I've got a set of headphones that can handle about .2 watts at 300 ohms.
The specs on my cd-rom player state .7 volts at 30 ohms.

The sound volume is pretty low. How can I make things louder?

joeld@hpnmdla.hp.com (Joel Dunsmore) (03/20/91)

In sci.electronics, tg@cs.toronto.edu (Tom Glinos) writes:

>    I've got a set of headphones that can handle about .2 watts at 300 ohms.
>    The specs on my cd-rom player state .7 volts at 30 ohms.
>
>    The sound volume is pretty low. How can I make things louder?

Somewhat out of my field, but:

.7 volts into 30 ohms => 16.33 mW.  Assumed matched, so Vdrive=1.4 volts.

1.4 volts => 300 ohms from 30 ohm source gives: 5.3 mWatts delivered to load.

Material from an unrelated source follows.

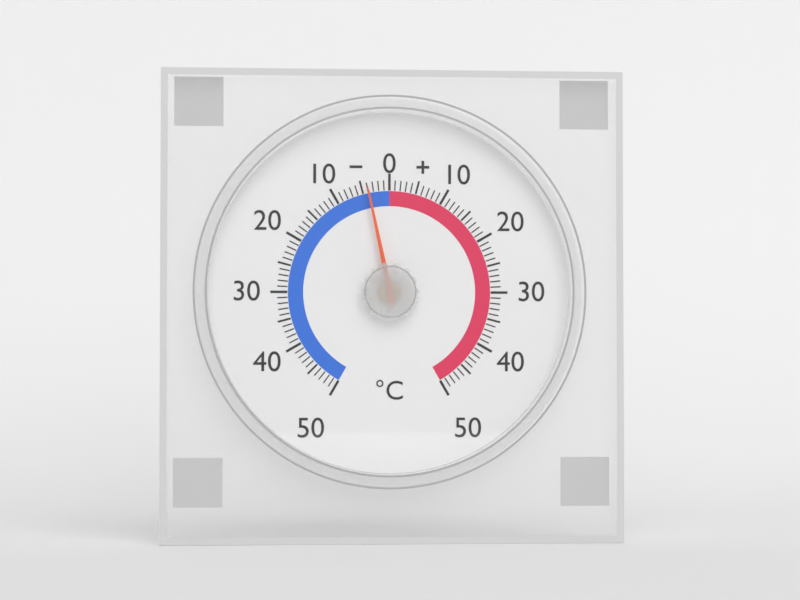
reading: -4 °C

With a 3:1 transformer, you would get 3 times more power delivered to your
headphones.  I think.

Joeld

P.S. High voltage side goes to the headphones.

al@qiclab.scn.rain.com (Al Peterman) (03/21/91)

In article <91Mar15.161948edt.552@smoke.cs.toronto.edu> tg@cs.toronto.edu (Tom Glinos) writes:
>I've got a set of headphones that can handle about .2 watts at 300 ohms.
>The specs on my cd-rom player state .7 volts at 30 ohms.
>
>The sound volume is pretty low. How can I make things louder?

3 choices that I see..

Get lower impedance headphones.  Your current setup will only 1.6 mw of
the 200 that the heaphones could handle.  That's not enough, in fact
it's 30db down form what you should be able to get..  With 8 ohm
heasets that player should develop about 60 mw..

Get a transformer.  Kind of a kludge, and decent audio performance may
be questionable - but it's cheap and doable.  Get a 20-600 ohm or so
and it ought to help the problem.

Get an amp - this is the "right" way..



-- 
Alan L. Peterman                                   (503)-684-1984 hm
                       al@qiclab.scn.rain.com
It's odd how as I get older, the days are longer, but the years are shorter!